The psychological aspect of redirect-based phishing exploits trust transfer - users trust Google, so they trust wherever Google sends them. Counter this by teaching the concept of broken trust chains: just because the journey starts at a trusted location doesn't mean the destination is safe.
Vendor Accountability: Questions to Ask Your Email and Web Security Tools
Your email security vendor's glossy marketing materials promise comprehensive phishing protection, but their actual redirect detection capabilities remain deliberately vague. When evaluating security tools for 2026 procurement cycles, you need concrete answers about how they handle the redirect mechanisms that now appear in over one-fifth of phishing attempts.
Start with the fundamental question: Does your solution analyze the complete redirect chain or stop at the initial domain? Many vendors will claim they "inspect URLs" without clarifying whether they examine only the first hop to google.com or follow the entire path to the final malicious destination. Request a live demonstration using actual redirect-based phishing samples - not sanitized test cases.
Press for specifics on redirect depth analysis. How many redirect hops can your system follow before timing out or giving up? Attackers increasingly chain multiple redirects through different legitimate services to evade detection. A tool that stops analyzing after two hops misses attacks that route through three or four intermediate destinations.
The timing question reveals another critical capability gap.

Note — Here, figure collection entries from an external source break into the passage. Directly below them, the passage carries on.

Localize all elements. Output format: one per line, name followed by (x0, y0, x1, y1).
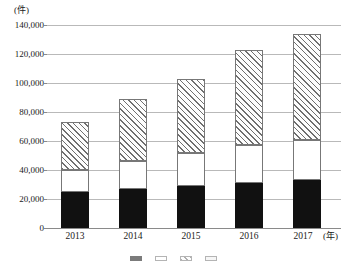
y-tick-label: 120,000 (0, 50, 44, 59)
bar-segment-hatch-2016 (235, 50, 263, 146)
bar-segment-white-2016 (235, 145, 263, 183)
x-axis-baseline (47, 228, 341, 229)
bar-segment-black-2014 (119, 189, 147, 228)
y-tick-label: 40,000 (0, 166, 44, 175)
x-tick-label-2015: 2015 (169, 231, 213, 242)
legend-swatch-hatch-icon (180, 256, 192, 261)
bar-segment-black-2013 (61, 192, 89, 228)
x-axis-tick-labels: 2013 2014 2015 2016 2017 (年) (47, 231, 341, 245)
y-axis-unit-label: (件) (14, 3, 29, 16)
plot-area (47, 25, 341, 228)
y-tick-label: 60,000 (0, 137, 44, 146)
bar-segment-white-2013 (61, 170, 89, 192)
gridline-140000 (47, 25, 341, 26)
y-tick-label: 140,000 (0, 21, 44, 30)
bar-group-2014[interactable] (119, 99, 147, 228)
bar-group-2013[interactable] (61, 122, 89, 228)
x-tick-label-2017: 2017 (281, 231, 325, 242)
y-axis-tick-labels: 140,000 120,000 100,000 80,000 60,000 40… (0, 25, 44, 228)
legend-item[interactable] (130, 256, 145, 261)
x-tick-label-2013: 2013 (53, 231, 97, 242)
x-tick-label-2014: 2014 (111, 231, 155, 242)
bar-segment-white-2014 (119, 161, 147, 189)
legend-swatch-gray-icon (205, 256, 217, 261)
bar-segment-black-2015 (177, 186, 205, 228)
bar-segment-black-2017 (293, 180, 321, 228)
chart-legend (0, 256, 350, 265)
legend-swatch-white-icon (155, 256, 167, 261)
bar-segment-black-2016 (235, 183, 263, 228)
x-axis-unit-label: (年) (323, 231, 338, 242)
x-tick-label-2016: 2016 (227, 231, 271, 242)
y-tick-label: 0 (0, 224, 44, 233)
bar-segment-hatch-2015 (177, 79, 205, 153)
bar-segment-hatch-2013 (61, 122, 89, 170)
legend-item[interactable] (205, 256, 220, 261)
legend-swatch-black-icon (130, 256, 142, 261)
legend-item[interactable] (155, 256, 170, 261)
bar-segment-white-2017 (293, 140, 321, 181)
legend-item[interactable] (180, 256, 195, 261)
bar-group-2016[interactable] (235, 50, 263, 229)
bar-segment-white-2015 (177, 153, 205, 186)
y-tick-label: 80,000 (0, 108, 44, 117)
bar-segment-hatch-2017 (293, 34, 321, 140)
y-tick-label: 20,000 (0, 195, 44, 204)
stacked-bar-chart: (件) 140,000 120,000 100,000 80,000 60,00… (0, 0, 350, 265)
bar-segment-hatch-2014 (119, 99, 147, 161)
y-tick-label: 100,000 (0, 79, 44, 88)
bar-group-2017[interactable] (293, 34, 321, 228)
bar-group-2015[interactable] (177, 79, 205, 229)
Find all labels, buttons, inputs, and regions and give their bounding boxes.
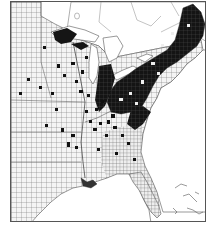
caption-area: [0, 222, 216, 229]
county-choropleth-map: [11, 2, 206, 222]
map-frame: [10, 1, 206, 222]
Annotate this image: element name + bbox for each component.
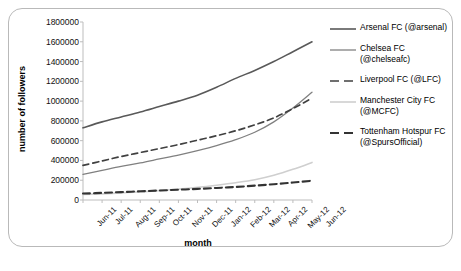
legend-label: Arsenal FC (@arsenal): [360, 22, 447, 33]
x-tick-label: Feb-12: [248, 205, 272, 229]
x-tick-label: Jul-11: [113, 205, 134, 226]
x-axis-title: month: [118, 238, 278, 248]
chart-legend: Arsenal FC (@arsenal)Chelsea FC (@chelse…: [330, 22, 452, 157]
legend-line-swatch-icon: [330, 76, 356, 86]
legend-label: Liverpool FC (@LFC): [360, 74, 441, 85]
x-tick-label: Nov-11: [191, 205, 215, 229]
legend-item[interactable]: Manchester City FC (@MCFC): [330, 95, 452, 117]
x-tick-label: Aug-11: [134, 205, 158, 229]
legend-item[interactable]: Arsenal FC (@arsenal): [330, 22, 452, 34]
legend-label: Chelsea FC (@chelseafc): [360, 43, 452, 65]
legend-item[interactable]: Chelsea FC (@chelseafc): [330, 43, 452, 65]
legend-item[interactable]: Liverpool FC (@LFC): [330, 74, 452, 86]
legend-line-swatch-icon: [330, 128, 356, 138]
line-chart: 0200000400000600000800000100000012000001…: [0, 0, 461, 271]
legend-line-swatch-icon: [330, 24, 356, 34]
legend-item[interactable]: Tottenham Hotspur FC (@SpursOfficial): [330, 126, 452, 148]
x-tick-label: Dec-11: [210, 205, 234, 229]
legend-label: Manchester City FC (@MCFC): [360, 95, 452, 117]
y-axis-title: number of followers: [17, 61, 27, 157]
x-tick-label: Sep-11: [153, 205, 177, 229]
legend-line-swatch-icon: [330, 45, 356, 55]
legend-line-swatch-icon: [330, 97, 356, 107]
legend-label: Tottenham Hotspur FC (@SpursOfficial): [360, 126, 452, 148]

What's your maximum latency for following redirect chains in real-time email delivery? Some vendors perform deep redirect analysis only in post-delivery scanning, meaning malicious emails reach inboxes before detection completes. Others impose such tight timeouts that complex redirect chains bypass analysis entirely.
Domain reputation integration represents another differentiator. Can your system detect when a trusted domain redirects to a newly registered or low-reputation destination? The answer exposes whether the vendor maintains real-time domain age databases and reputation scoring that updates frequently enough to catch fresh phishing infrastructure.
Token-based redirects like those observed on Google and Bing platforms require special handling. Do you detect and analyze reusable redirect tokens that maintain validity across multiple campaigns? Vendors should demonstrate how their systems identify when the same redirect token appears across different phishing messages - a clear indicator of campaign coordination.
False positive management determines operational viability. What percentage of legitimate password reset emails, OAuth authentication flows, and marketing campaigns trigger redirect-based blocking? Request actual false positive rates from production deployments, not laboratory testing. Ask specifically about compatibility with common business services that use redirects legitimately.
The vendor's threat intelligence matters as much as their technology. Show us redirect-based phishing detection statistics from your Q1 2026 threat reports. If they can't produce specific metrics about redirect exploitation in recent campaigns, they likely aren't tracking this vector effectively. Compare their reported detection rates against the documented 21% prevalence - significant gaps suggest blind spots.
Finally, demand transparency about detection methodology. Do you use static URL pattern matching, behavioral analysis, or active redirect following? Static patterns fail against encoded parameters and URL shorteners. Behavioral analysis might miss novel redirect techniques. Active following introduces latency and potential security risks if not sandboxed properly.
These questions transform vendor conversations from feature checklists to capability validation. Any vendor unable to provide specific, demonstrable answers to these queries lacks the redirect detection sophistication your organization requires in 2026's threat environment.